All roads led to Nagore with the beginning of the Kandoori festival in obeisance of the saint of Nagore Dargah, here in Nagapattinam on Wednesday.
The fortnight-long festivities commenced with the procession of flags traversing through the streets of Nagapattinam and culminated in the hoisting of the flags on the five minarets flanking the Dargah, majestically hosting the flags fluttering against the night sky.
The five-century-old Nagore shrine flanked by five minarets houses the tomb of Hazrat Syed Hameed Qadir Vali, in whose reverence the fortnight-long Kandoori festival is marked.
People of all faiths
The festival, which evolved with the ‘renouncement of the temporal world' by the saint, embraced people of all faiths, transcending religious contours.
And as the lore goes, it is that the people of Nagapattinam, who thronged the tomb of the saint, in processions of flags, soon after the holy man's demise.
The history of the Nagore Dargah itself was epitomic of religious oneness – that it was erected on the land benefacted to the saint himself by the Thanjavore King Acchuthappa Naickar on being relieved of physical ailments by the touch of the holy man are just one of the lores of oneness transcending religious hues. And that one of the five minarets was erected by a Maratha king, adds to the secular aura of the holy place.
The 14-day obeisance concludes with the bringing in of the sandal pot, anointing of the sandal paste on the tomb of the saint of Nagore, revered as the “divine light of Nagore.”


> **Task to carry out**
Because the images are not wanted, restate every line below word for word without them.

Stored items
★ ★ ★

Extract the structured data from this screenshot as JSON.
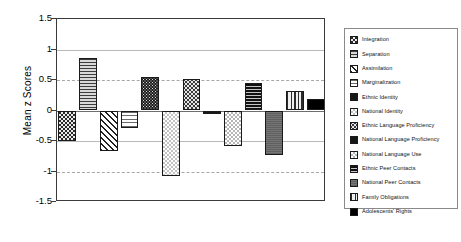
{
  "chart_data": {
    "type": "bar",
    "title": "",
    "xlabel": "",
    "ylabel": "Mean z Scores",
    "ylim": [
      -1.5,
      1.5
    ],
    "yticks": [
      "1.5",
      "1",
      "0.5",
      "0",
      "-0.5",
      "-1",
      "-1.5"
    ],
    "ytick_values": [
      1.5,
      1,
      0.5,
      0,
      -0.5,
      -1,
      -1.5
    ],
    "grid": true,
    "legend_position": "right",
    "categories": [
      "Integration",
      "Separation",
      "Assimilation",
      "Marginalization",
      "Ethnic Identity",
      "National Identity",
      "Ethnic Language Proficiency",
      "National Language Proficiency",
      "National Language Use",
      "Ethnic Peer Contacts",
      "National Peer Contacts",
      "Family Obligations",
      "Adolescents' Rights"
    ],
    "values": [
      -0.5,
      0.86,
      -0.66,
      -0.29,
      0.55,
      -1.08,
      0.51,
      -0.06,
      -0.58,
      0.45,
      -0.73,
      0.32,
      0.19
    ],
    "bars": [
      {
        "label": "Integration",
        "value": -0.5,
        "pattern": "checker-dark"
      },
      {
        "label": "Separation",
        "value": 0.86,
        "pattern": "hline-light"
      },
      {
        "label": "Assimilation",
        "value": -0.66,
        "pattern": "diagonal-hatch"
      },
      {
        "label": "Marginalization",
        "value": -0.29,
        "pattern": "hline-very-light"
      },
      {
        "label": "Ethnic Identity",
        "value": 0.55,
        "pattern": "dots-dark"
      },
      {
        "label": "National Identity",
        "value": -1.08,
        "pattern": "checker-light"
      },
      {
        "label": "Ethnic Language Proficiency",
        "value": 0.51,
        "pattern": "dots-medium"
      },
      {
        "label": "National Language Proficiency",
        "value": -0.06,
        "pattern": "solid-dark"
      },
      {
        "label": "National Language Use",
        "value": -0.58,
        "pattern": "checker-light-2"
      },
      {
        "label": "Ethnic Peer Contacts",
        "value": 0.45,
        "pattern": "hline-dark"
      },
      {
        "label": "National Peer Contacts",
        "value": -0.73,
        "pattern": "solid-gray"
      },
      {
        "label": "Family Obligations",
        "value": 0.32,
        "pattern": "vline"
      },
      {
        "label": "Adolescents' Rights",
        "value": 0.19,
        "pattern": "solid-black"
      }
    ]
  },
  "axis": {
    "y_title": "Mean z Scores"
  },
  "legend": {
    "items": [
      {
        "label": "Integration",
        "pattern": "checker-dark"
      },
      {
        "label": "Separation",
        "pattern": "hline-light"
      },
      {
        "label": "Assimilation",
        "pattern": "diagonal-hatch"
      },
      {
        "label": "Marginalization",
        "pattern": "hline-very-light"
      },
      {
        "label": "Ethnic Identity",
        "pattern": "solid-dark"
      },
      {
        "label": "National Identity",
        "pattern": "checker-light"
      },
      {
        "label": "Ethnic Language Proficiency",
        "pattern": "dots-medium"
      },
      {
        "label": "National Language Proficiency",
        "pattern": "solid-dark"
      },
      {
        "label": "National Language Use",
        "pattern": "checker-light-2"
      },
      {
        "label": "Ethnic Peer Contacts",
        "pattern": "hline-dark"
      },
      {
        "label": "National Peer Contacts",
        "pattern": "solid-gray"
      },
      {
        "label": "Family Obligations",
        "pattern": "vline"
      },
      {
        "label": "Adolescents' Rights",
        "pattern": "solid-black"
      }
    ]
  },
  "colors": {
    "frame": "#3a3a3a",
    "gridline": "#b9b9b9",
    "zero_line": "#6e6e6e",
    "legend_border": "#8a8a8a",
    "background": "#ffffff",
    "text": "#000000"
  }
}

★ ★ ★

> **Output**
Extract the structured data from this screenshot as JSON.
{
  "chart_data": {
    "type": "bar",
    "title": "",
    "xlabel": "",
    "ylabel": "Mean z Scores",
    "ylim": [
      -1.5,
      1.5
    ],
    "yticks": [
      "1.5",
      "1",
      "0.5",
      "0",
      "-0.5",
      "-1",
      "-1.5"
    ],
    "ytick_values": [
      1.5,
      1,
      0.5,
      0,
      -0.5,
      -1,
      -1.5
    ],
    "grid": true,
    "legend_position": "right",
    "categories": [
      "Integration",
      "Separation",
      "Assimilation",
      "Marginalization",
      "Ethnic Identity",
      "National Identity",
      "Ethnic Language Proficiency",
      "National Language Proficiency",
      "National Language Use",
      "Ethnic Peer Contacts",
      "National Peer Contacts",
      "Family Obligations",
      "Adolescents' Rights"
    ],
    "values": [
      -0.5,
      0.86,
      -0.66,
      -0.29,
      0.55,
      -1.08,
      0.51,
      -0.06,
      -0.58,
      0.45,
      -0.73,
      0.32,
      0.19
    ],
    "bars": [
      {
        "label": "Integration",
        "value": -0.5,
        "pattern": "checker-dark"
      },
      {
        "label": "Separation",
        "value": 0.86,
        "pattern": "hline-light"
      },
      {
        "label": "Assimilation",
        "value": -0.66,
        "pattern": "diagonal-hatch"
      },
      {
        "label": "Marginalization",
        "value": -0.29,
        "pattern": "hline-very-light"
      },
      {
        "label": "Ethnic Identity",
        "value": 0.55,
        "pattern": "dots-dark"
      },
      {
        "label": "National Identity",
        "value": -1.08,
        "pattern": "checker-light"
      },
      {
        "label": "Ethnic Language Proficiency",
        "value": 0.51,
        "pattern": "dots-medium"
      },
      {
        "label": "National Language Proficiency",
        "value": -0.06,
        "pattern": "solid-dark"
      },
      {
        "label": "National Language Use",
        "value": -0.58,
        "pattern": "checker-light-2"
      },
      {
        "label": "Ethnic Peer Contacts",
        "value": 0.45,
        "pattern": "hline-dark"
      },
      {
        "label": "National Peer Contacts",
        "value": -0.73,
        "pattern": "solid-gray"
      },
      {
        "label": "Family Obligations",
        "value": 0.32,
        "pattern": "vline"
      },
      {
        "label": "Adolescents' Rights",
        "value": 0.19,
        "pattern": "solid-black"
      }
    ]
  },
  "axis": {
    "y_title": "Mean z Scores"
  },
  "legend": {
    "items": [
      {
        "label": "Integration",
        "pattern": "checker-dark"
      },
      {
        "label": "Separation",
        "pattern": "hline-light"
      },
      {
        "label": "Assimilation",
        "pattern": "diagonal-hatch"
      },
      {
        "label": "Marginalization",
        "pattern": "hline-very-light"
      },
      {
        "label": "Ethnic Identity",
        "pattern": "solid-dark"
      },
      {
        "label": "National Identity",
        "pattern": "checker-light"
      },
      {
        "label": "Ethnic Language Proficiency",
        "pattern": "dots-medium"
      },
      {
        "label": "National Language Proficiency",
        "pattern": "solid-dark"
      },
      {
        "label": "National Language Use",
        "pattern": "checker-light-2"
      },
      {
        "label": "Ethnic Peer Contacts",
        "pattern": "hline-dark"
      },
      {
        "label": "National Peer Contacts",
        "pattern": "solid-gray"
      },
      {
        "label": "Family Obligations",
        "pattern": "vline"
      },
      {
        "label": "Adolescents' Rights",
        "pattern": "solid-black"
      }
    ]
  },
  "colors": {
    "frame": "#3a3a3a",
    "gridline": "#b9b9b9",
    "zero_line": "#6e6e6e",
    "legend_border": "#8a8a8a",
    "background": "#ffffff",
    "text": "#000000"
  }
}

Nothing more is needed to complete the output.